Quick Start
Five steps from dotnet add to a generated image caption: download the model, build a Florence2Model, point it at an image, choose a task, and read the result.
If you haven't installed the package yet, see Installation:
dotnet add package Florence2
1. Download the model
FlorenceModelDownloader fetches the Florence-2-base ONNX checkpoints from Hugging Face on first use and caches them on disk. Subsequent runs reuse the cache.
using Florence2;
var modelSource = new FlorenceModelDownloader("./models");
await modelSource.DownloadModelsAsync();
You can also point the downloader at a pre-populated directory containing Florence-2-base ONNX models — see Managing the model cache.
2. Build the model
var model = new Florence2Model(modelSource);
Florence2Model is thread-safe for reads — share a single instance across requests. Allocate one per process, not one per call.
3. Load an image
The library accepts any seekable Stream containing a common raster format (PNG, JPEG, BMP, …). For an on-disk file:
using var image = File.OpenRead("car.jpg");
For an in-memory image, wrap your byte[] in a MemoryStream.
4. Pick a task and run inference
Run takes a TaskTypes value, the image stream, and — for grounding tasks only — a phrase.
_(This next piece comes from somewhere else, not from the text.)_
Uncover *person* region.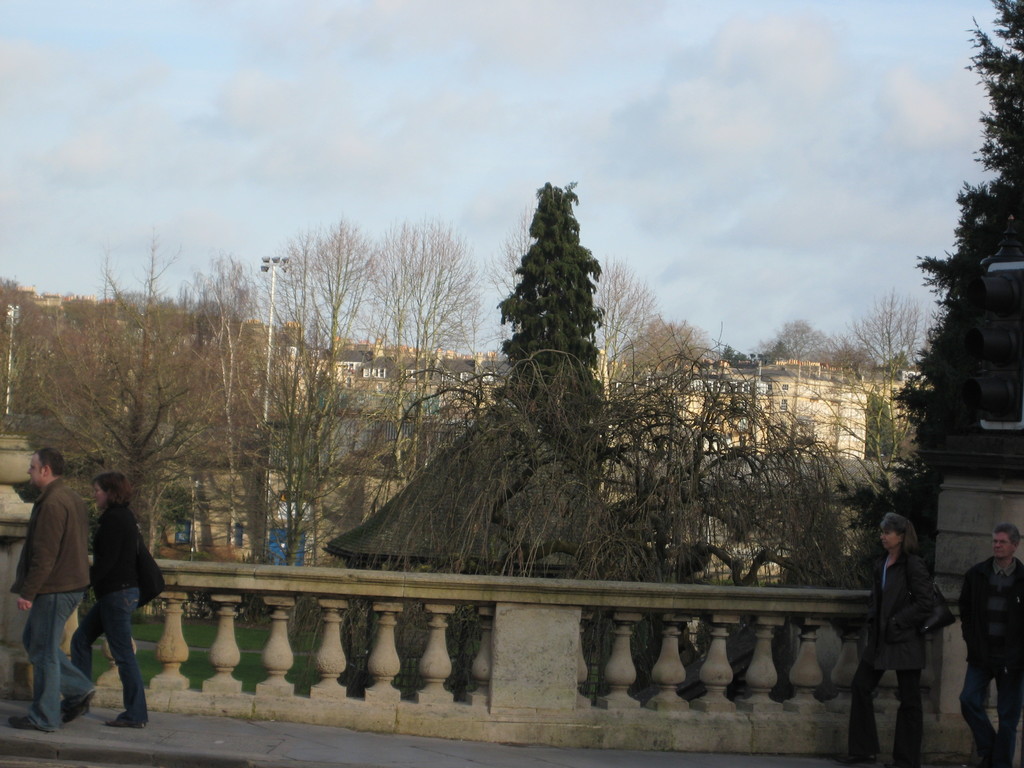
Uncovered: bbox=(2, 446, 99, 732).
It returns a typed FlorenceResults you can read fields off directly.
var results = model.Run(TaskTypes.DETAILED_CAPTION, image);
Console.WriteLine(results.PureText);
// → "A red sedan parked on a cobblestone street under late-afternoon light."
For tasks that produce structured output — OCR, object detection, grounding — read the appropriate field instead of PureText. See Supported tasks for the full mapping.
5. Try a few tasks side by side
using Florence2;
using System.Text.Json;
var modelSource = new FlorenceModelDownloader("./models");
await modelSource.DownloadModelsAsync();
var model = new Florence2Model(modelSource);
foreach (var task in new[]
{
TaskTypes.CAPTION,
TaskTypes.DETAILED_CAPTION,
TaskTypes.OCR,
TaskTypes.OD,
})
{
using var image = File.OpenRead("car.jpg");
var results = model.Run(task, image);
Console.WriteLine($"--- {task} ---");
Console.WriteLine(JsonSerializer.Serialize(results, new JsonSerializerOptions { WriteIndented = true }));
}
Run that against any of your own images and Florence-2 will produce a caption, transcribed text, and bounding boxes — all from the same model.